RPGs Suck: Or, Why I'm Doing Other Shit
I've been writing a lot lately. Over the past few weeks I've successfully finished 1-2k words a day on average in prose, and have been writing poetry again for the first time in years. This has been really good! While I've written lots of academic papers and a fair amount of fiction, this is the first time I've been really "serious" about fiction writing.
Part of the reason I started to do this comes down to RPG stuff. Over the last year or so I've found myself getting deeper and deeper into prep and play for RPGs, enough that it began rivalling my main hobby of weightlifting in terms of effort (And far outstripping it in time). I'd be spending 10-20 hours a week on RPG stuff and it got to the point where I asked myself: "Do I really want to be an RPG guy?"
The answer to that is probably no. I like playing RPGs, but it really is about the fun for me. More than the prep, that comes from the people at the table and the cultivation strong communication skills. Being at the table is the thing, and while I'll continue to refine this craft I'd like to do it in a more casual capacity. In contrast, I really do believe in prose and verse as art. I think that writing is perhaps the foremost vehicle for exploring the contradictions and richness of life. There's a type of thickness in the encounter of a text that requires the reader to weave together disparate elements (words, sentences, paragraphs, imagery, etc) into a coherent whole. Literature comes to life in that encounter, and it's in the space between reader and writer that a little truth lives. In all of my academic work I've felt that I've never really able to communicate the little truth of the matter: some bit of the intensity of feeling love, or hate, or fear of the dark. When I play with them, literature and poetry "feel" right on a structural level. There's something there, something real. No one has ever said the thing they want to say by saying it: you've got to be oblique, you've got to play with shadow to get the form right.
RPGs are fuckin' cool, but my enjoyment of them is like that of playing with toys or a good videogame. Recently I've been branching out in my RPG hobby: I want to play at a greater variety of tables with different sorts of play cultures. I am sure there are really cathartic experiences to be had in RPGs, and I would like to have some of those. Regardless, I know that's not the sort of RPG that I'm interested in facilitating or designing. I love the play and creativity of it. I love how live it is; both running and playing provide the thrill of "pulling it off" like you get in sports or theatre.
With my current Devil World Heroes campaign I've been really honing in on the parts I enjoy most. Unfortunately, between illness and other commitments I've not been able to dedicate as much time to prepping DWH as I'd like and yet each session is filled with raucous laughter, inside jokes, and inane schemes. That's the most I can ask of this hobby, and it's where I'd like to focus my efforts. I'd like to focus my effort on the stuff pertinent to play and spend maybe 3-5 hours a week in prep, instead of 10-20. I've grown to love this hobby, but a guy like me has other shit to do.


* WHAT THE EXERCISE ASKS
Copying nothing before it, reproduce the line that holds "Find all labels, buttons, inputs, and" and every line after it in the data, exactly.

* Figure collection entries
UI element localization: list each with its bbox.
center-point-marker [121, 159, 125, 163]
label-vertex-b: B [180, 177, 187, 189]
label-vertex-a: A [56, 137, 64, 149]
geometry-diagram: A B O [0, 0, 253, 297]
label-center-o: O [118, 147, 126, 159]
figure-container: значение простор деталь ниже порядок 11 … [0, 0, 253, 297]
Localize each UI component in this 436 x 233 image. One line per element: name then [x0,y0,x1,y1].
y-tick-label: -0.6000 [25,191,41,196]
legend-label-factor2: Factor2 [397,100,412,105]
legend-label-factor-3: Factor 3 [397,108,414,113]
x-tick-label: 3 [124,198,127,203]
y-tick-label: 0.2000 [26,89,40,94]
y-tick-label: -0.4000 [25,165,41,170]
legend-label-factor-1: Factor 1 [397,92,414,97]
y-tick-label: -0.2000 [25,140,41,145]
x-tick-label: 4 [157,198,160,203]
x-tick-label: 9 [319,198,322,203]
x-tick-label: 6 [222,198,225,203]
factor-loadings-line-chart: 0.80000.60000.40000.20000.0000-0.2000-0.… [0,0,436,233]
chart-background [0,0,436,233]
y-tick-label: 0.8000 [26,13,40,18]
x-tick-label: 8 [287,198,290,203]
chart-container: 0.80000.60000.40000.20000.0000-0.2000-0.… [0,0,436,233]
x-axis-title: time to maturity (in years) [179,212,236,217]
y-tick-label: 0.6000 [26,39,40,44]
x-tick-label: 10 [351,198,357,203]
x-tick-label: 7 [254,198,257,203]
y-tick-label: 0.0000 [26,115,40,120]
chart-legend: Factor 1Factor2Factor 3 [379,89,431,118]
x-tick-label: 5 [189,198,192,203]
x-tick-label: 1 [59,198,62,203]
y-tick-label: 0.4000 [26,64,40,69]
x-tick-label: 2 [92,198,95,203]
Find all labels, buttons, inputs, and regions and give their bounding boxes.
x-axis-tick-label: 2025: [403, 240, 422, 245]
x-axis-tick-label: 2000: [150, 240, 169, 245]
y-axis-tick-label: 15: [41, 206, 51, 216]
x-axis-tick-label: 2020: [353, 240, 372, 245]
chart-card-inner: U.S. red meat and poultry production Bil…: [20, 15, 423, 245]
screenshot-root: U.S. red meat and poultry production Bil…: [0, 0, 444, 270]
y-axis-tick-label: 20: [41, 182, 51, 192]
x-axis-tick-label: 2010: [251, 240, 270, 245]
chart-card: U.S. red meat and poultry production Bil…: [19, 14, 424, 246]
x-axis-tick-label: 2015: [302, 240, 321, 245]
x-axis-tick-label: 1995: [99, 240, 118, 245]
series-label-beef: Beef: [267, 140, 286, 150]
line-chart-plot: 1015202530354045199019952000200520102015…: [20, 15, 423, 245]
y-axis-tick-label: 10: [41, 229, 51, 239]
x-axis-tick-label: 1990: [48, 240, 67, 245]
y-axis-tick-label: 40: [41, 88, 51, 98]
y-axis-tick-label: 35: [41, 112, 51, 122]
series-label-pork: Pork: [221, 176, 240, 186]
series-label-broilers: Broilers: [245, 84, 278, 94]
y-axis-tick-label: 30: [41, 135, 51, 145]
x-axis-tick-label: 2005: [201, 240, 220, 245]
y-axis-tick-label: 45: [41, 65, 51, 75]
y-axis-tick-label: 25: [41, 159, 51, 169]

* WRITTEN REPLY
Find all labels, buttons, inputs, and regions and give their bounding boxes.
x-axis-tick-label: 2025: [403, 240, 422, 245]
x-axis-tick-label: 2000: [150, 240, 169, 245]
y-axis-tick-label: 15: [41, 206, 51, 216]
x-axis-tick-label: 2020: [353, 240, 372, 245]
chart-card-inner: U.S. red meat and poultry production Bil…: [20, 15, 423, 245]
screenshot-root: U.S. red meat and poultry production Bil…: [0, 0, 444, 270]
y-axis-tick-label: 20: [41, 182, 51, 192]
x-axis-tick-label: 2010: [251, 240, 270, 245]
chart-card: U.S. red meat and poultry production Bil…: [19, 14, 424, 246]
x-axis-tick-label: 2015: [302, 240, 321, 245]
x-axis-tick-label: 1995: [99, 240, 118, 245]
series-label-beef: Beef: [267, 140, 286, 150]
line-chart-plot: 1015202530354045199019952000200520102015…: [20, 15, 423, 245]
y-axis-tick-label: 10: [41, 229, 51, 239]
x-axis-tick-label: 1990: [48, 240, 67, 245]
y-axis-tick-label: 40: [41, 88, 51, 98]
y-axis-tick-label: 35: [41, 112, 51, 122]
series-label-pork: Pork: [221, 176, 240, 186]
series-label-broilers: Broilers: [245, 84, 278, 94]
y-axis-tick-label: 30: [41, 135, 51, 145]
x-axis-tick-label: 2005: [201, 240, 220, 245]
y-axis-tick-label: 45: [41, 65, 51, 75]
y-axis-tick-label: 25: [41, 159, 51, 169]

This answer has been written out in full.